What's this --system-site-packages bullshit?

A

Lets your environment see globally installed packages while keeping project packages isolated. Useful when you need some massive system library (like CUDA) but don't want to install everything globally. Usually causes more problems than it solves.

Q

How much space does this shit take up?

A

Base environment: ~20MB. Add NumPy 1.24.3 and Pandas 2.0.3: 180MB. Add TensorFlow 2.13.0: congratulations, you now have a 2.1GB environment. Add CUDA support: 4.8GB. SSD space is cheap, don't worry about it.

Q

Does this work with Docker?

A

Yeah, it works, but Docker already isolates everything so using venv inside Docker is like wearing two condoms - technically possible but usually just adds friction without much benefit.
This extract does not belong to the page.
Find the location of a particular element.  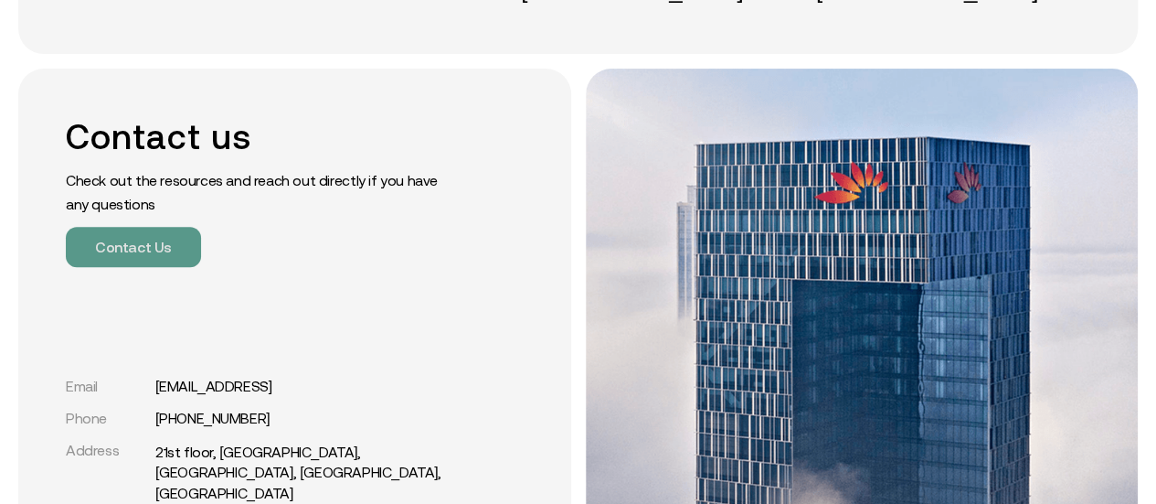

I mean, you're already in a container that's isolated from everything else, so why create another layer of isolation?

That said, some people do it when they need multiple Python environments in one container, which happens more than you'd think in legacy enterprise setups where someone decided one massive container was better than multiple small ones. But usually it just makes your Dockerfile more complicated and your builds slower. Your Dockerfile is probably already 150 lines of copy-paste from Stack Overflow, don't make it worse.